I’ve spent so long protecting Ben, making the hard decisions on my own, that I never considered he might actually want to be involved.
“You’re right,” I admit, the words feeling strange in my mouth. “I should have told you. I thought you might try to talk me out of it,” I admit. “Tell me I was throwing everything away for a woman.”
Ben snorts. “Since when do you listen to a damn thing I say? Besides—” His expression grows serious. “I saw you at the fight. Watched you watching her. Never seen you look at anyone like that before.”
I chuckle, a weight lifting from my chest. “Turning into a romantic in your old age, little brother?”
“Fuck off.” He glances toward the road. “So, where is she? I want to congratulate my future sister-in-law.”
The reminder sends a jolt of concern through me. I check my watch again. She should be here by now. Thirty minutes since her call, and the drive from the cabin should only take twenty.
“She should have been here already.” I try to keep the worry from my voice, but Ben picks up on it immediately.
“Traffic?” he suggests, but the tension in his shoulders tells me he’s already thinking like I am. Something’s wrong.
I pull out my phone, dialing the burner I gave Audrey. It rings once, twice, three times before going to voicemail. My stomach drops.
“No answer?” Ben asks, watching my face.
“No.” I redial immediately, listening to the same hollow ringing, ending in the same automated message. Audrey would answer. If she could, she would answer.
“Maybe she’s driving,” Ben offers. “Can’t pick up.”
“She knows to pull over if I call. Something’s wrong.”
I stride toward the edge of the tarmac, scanning the road leading to the airstrip. Empty. Nothing but the gathering darkness and distant lights of Cooper Heights glittering against the mountainside.
Where the fuck is she?
I dial again, putting the phone to my ear even as I know what I’ll hear. The same rings. The same voicemail. The same growing dread in my gut.
“We’ll find her,” Ben says firmly, gripping my shoulder. “If someone has her, we’ll get her back.”
I’m about to respond when the sound of running footsteps makes us both turn. Marcus sprints toward us from the direction of the hangar, face grim, phone in hand.
“We have a problem,” he calls, and the cold certainty in his voice confirms my worst fears before he even reaches us.
“Gio’s men have Audrey.” Marcus’s words hit me like a physical blow, then immediately transform into a white-hot rage that burns through my veins. “Rich Hunt just called. They intercepted her at a checkpoint on the mountain road.”
“How?” The single word comes out as a growl, my hands already curling into fists.
“Roadblock disguised as construction. Three black SUVs, six men minimum.” Marcus keeps his voice steady, professional, the way we’ve both learned to deliver bad news. “She didn’t have a chance to call. They took her phone, forced her into one of their vehicles.”

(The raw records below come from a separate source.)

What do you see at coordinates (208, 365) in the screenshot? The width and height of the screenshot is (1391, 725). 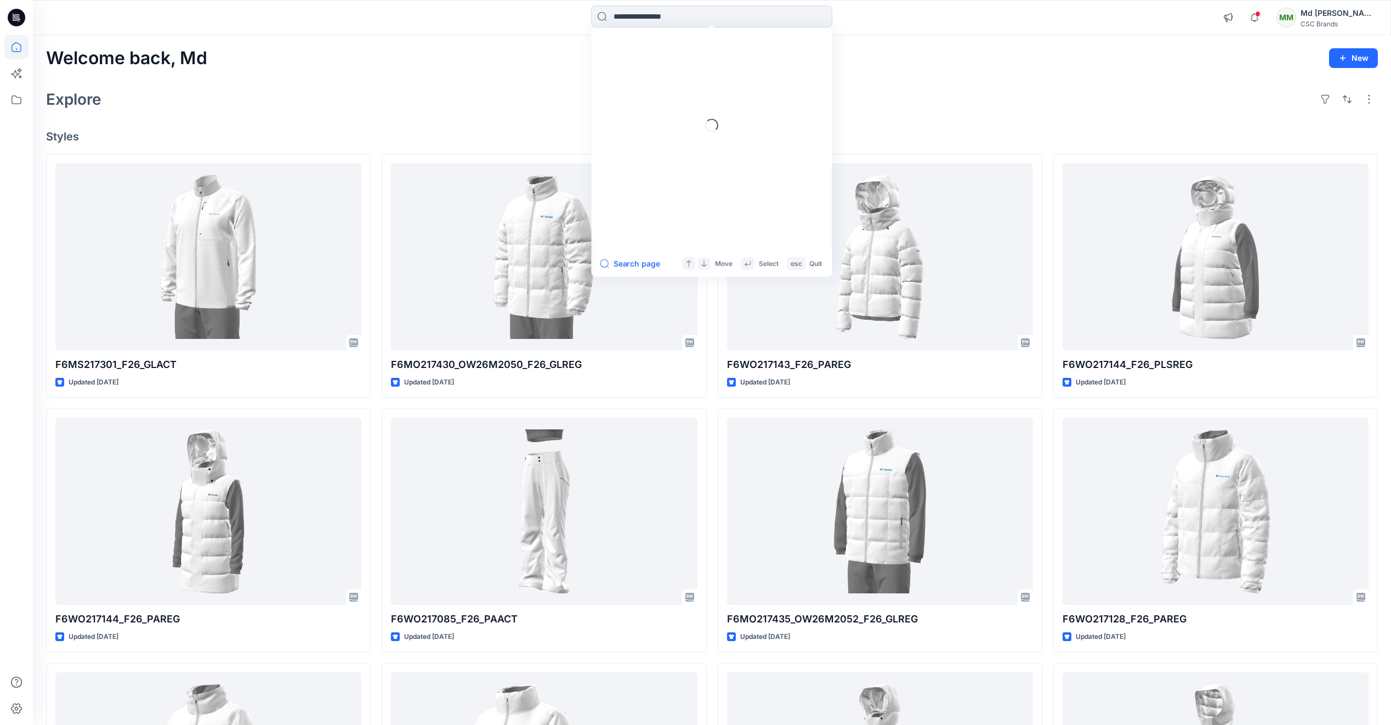 I see `p: F6MS217301_F26_GLACT` at bounding box center [208, 365].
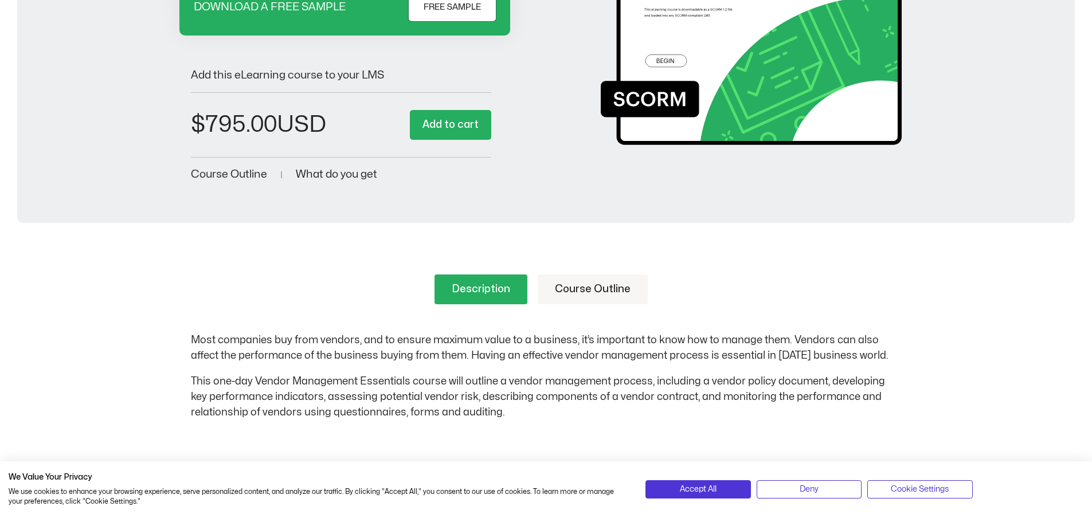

The image of Audrey surrounded by Vega’s thugs makes something primal rise in my chest. A killing fury I haven’t felt since my last deployment, since watching brothers in arms fall to enemy fire.
“Vega’s a dead man.” The words come out cold, certain. A statement of fact rather than a threat.
Marcus holds up his phone, showing a map with a pulsing red dot.
“Hunt’s working on tracking them now. He’s got a contact in Vega’s security team feeding him information.”
“Rich Hunt?” Ben asks, looking between us. “The cop from your old unit?”
“Former cop now,” Marcus corrects. “Works private security, but keeps his badges and connections. Still has eyes and ears in local law enforcement.”
I barely register their conversation, my mind already shifting into combat mode. Tactical assessment. Resource inventory. Extraction strategy. The familiar mental checklist I’ve run a thousand times for clients, but never with stakes this personal.
“How reliable is the intel?” I ask, eyes fixed on the pulsing dot on Marcus’s screen.